19. "Just send a one-pager"

Send it, but send it with a question attached. "On its way. One thing — I tailor the second page to your use case. Are you more focused on pipeline volume or close rate right now?" The reply gives you the angle and the permission to follow up. A one-pager that asks for nothing gets filed and forgotten.

20. "Have your assistant book a meeting"

Do not be flattered, be skeptical. This is sometimes a real ask, often a deflection. Respond: "I do not have an assistant — I prefer to book my own calls so the prep is dialed. I can offer Tuesday 2pm or Thursday 10am, which works?" Two specific times beat an open calendar link, and self-booking signals seniority.

How MapsLeads disarms 5 of these at the source

Five of the twenty objections above evaporate when you change how you prospect, not how you pitch. MapsLeads pulls real public data from Google Maps — reviews, review keywords, photo presence, contact info, recent activity — so your opener stops sounding like a cold call and starts sounding like a relevant observation.

"What is this about?" disarms instantly when you open with a specific anchor: "I noticed three of your recent five-star reviews mention your espresso, but your photos are mostly exterior shots — wondered if you had thought about that gap." That is not a pitch, it is a conversation. "How did you get my info?" becomes a non-event because the answer is true and short: your business is public, your reviews are public, and you have been ranking well lately. "Not interested" softens because the prospect feels seen, not blasted. "Send me info" loses its grip when your opener already proved you did the homework. "We don't take cold calls" weakens when the call does not feel cold.

The workflow is straightforward. Search a city and category, sort by Reputation +1 credit to surface businesses with strong review momentum, export the list, and write outreach that quotes specific review keywords or photo gaps. Credits cost 1 for the Base record, +1 for Contact Pro, +1 for Reputation, and +2 for Photos — you only pay for the layers your script actually uses. See Pricing for the full breakdown.

For the underlying methodology, the Cold calling prospecting complete guide 2026 walks through anchor selection, list building, and call cadence end to end.

Pre-call checklist

Before you pick up the phone, run this list. Do you have a specific anchor — a review quote, a photo gap, a recent change — for this prospect? Have you written your one-sentence opener? Do you know your three top objections for this segment and your rebuttal for each? Is your CRM open with a logged outcome ready? Have you blocked at least 45 uninterrupted minutes? If any of these are no, fix them before dialing. Reps who prep for ten minutes outperform reps who dial blind for an hour.

FAQ

What is the best response to "not interested"? Acknowledge it without retreating, then deliver a specific problem statement in one sentence and ask for ten more seconds. The combination of permission and specificity converts roughly one in five reflex rejections into a real conversation.

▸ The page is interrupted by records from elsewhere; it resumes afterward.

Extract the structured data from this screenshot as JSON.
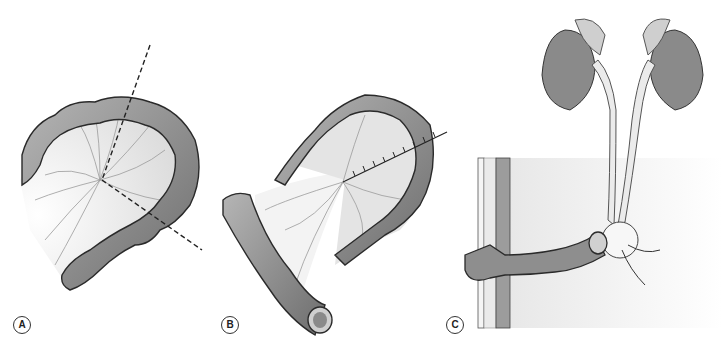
{
  "figure": {
    "panels": [
      {
        "id": "A",
        "label": "A",
        "description": "Colon segment with mesentery and dashed incision lines"
      },
      {
        "id": "B",
        "label": "B",
        "description": "Isolated colon segment with sutured mesentery"
      },
      {
        "id": "C",
        "label": "C",
        "description": "Kidneys and ureters anastomosed to colon conduit brought through abdominal wall"
      }
    ],
    "colors": {
      "bowel_fill": "#8e8e8e",
      "bowel_stroke": "#2a2a2a",
      "mesentery_fill": "#ececec",
      "background_shade": "#eeeeee",
      "kidney_fill": "#8a8a8a",
      "adrenal_fill": "#cfcfcf"
    }
  }
}
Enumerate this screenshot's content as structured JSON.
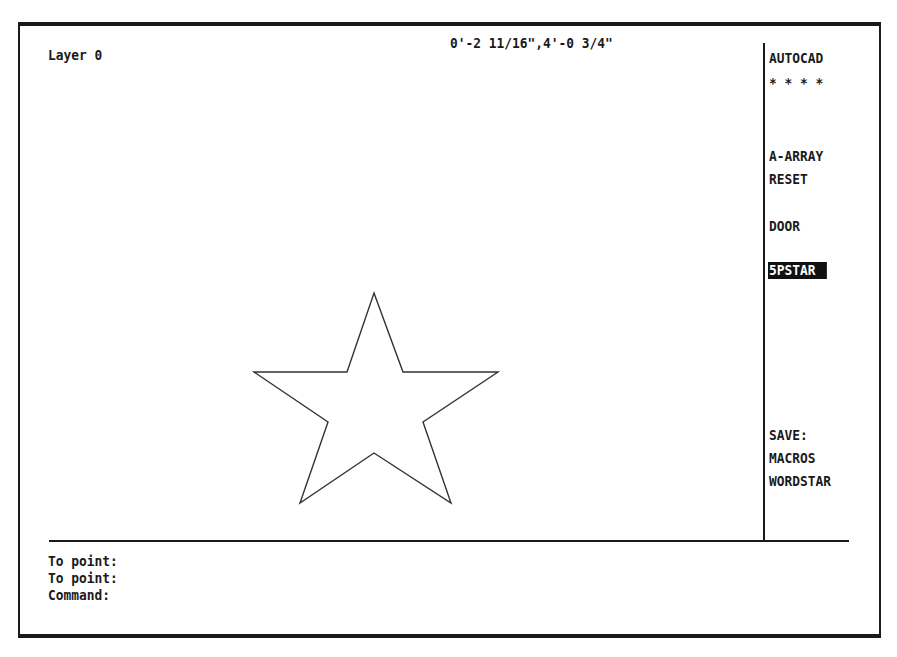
{
  "status": {
    "layer": "Layer 0",
    "coordinates": "0'-2 11/16\",4'-0 3/4\""
  },
  "screen_menu": {
    "title": "AUTOCAD",
    "separator": "* * * *",
    "items": [
      {
        "label": "A-ARRAY",
        "selected": false
      },
      {
        "label": "RESET",
        "selected": false
      },
      {
        "label": "DOOR",
        "selected": false
      },
      {
        "label": "5PSTAR",
        "selected": true
      },
      {
        "label": "SAVE:",
        "selected": false
      },
      {
        "label": "MACROS",
        "selected": false
      },
      {
        "label": "WORDSTAR",
        "selected": false
      }
    ]
  },
  "drawing": {
    "shape": "five-point-star",
    "stroke_color": "#333333",
    "vertices": [
      [
        374,
        293
      ],
      [
        403,
        372
      ],
      [
        498,
        372
      ],
      [
        423,
        422
      ],
      [
        451,
        503
      ],
      [
        374,
        453
      ],
      [
        300,
        503
      ],
      [
        328,
        422
      ],
      [
        254,
        372
      ],
      [
        347,
        372
      ]
    ]
  },
  "command_area": {
    "lines": [
      "To point:",
      "To point:",
      "Command:"
    ]
  },
  "colors": {
    "background": "#ffffff",
    "foreground": "#1a1a1a",
    "selection_bg": "#111111",
    "selection_fg": "#ffffff"
  }
}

How do you handle "too expensive"? Reframe price as cost-per-outcome instead of list price. Anchor against a metric the prospect already cares about — a missed customer, a lost deal, an unbilled hour — and let them do the math out loud.

What is the best rebuttal to "send me info"? Do not send anything yet. Ask what specifically would make the document useful, and which of pricing, integrations, or use cases matters most. If they engage, send a tailored one-pager. If they refuse, save the energy.

How do you handle the gatekeeper? Be polite, be brief, and be honest about your purpose. Ask for the right person by name when you can. If you do not have a name, ask who handles the specific function you are calling about. Gatekeepers respect clarity and dismiss fluff.

How many objections should I prepare for per call? Three. Pick the three most common for your segment, write your rebuttal in plain English, and rehearse them out loud until they sound like conversation, not script. The other seventeen will surface rarely enough to handle on the fly.

Get started

Stop dialing strangers blind. Build a list anchored in real public signals, open with a specific observation, and watch the first ten seconds of every call get easier. Get started with MapsLeads in under two minutes — no credit card to explore the search, credits only when you export.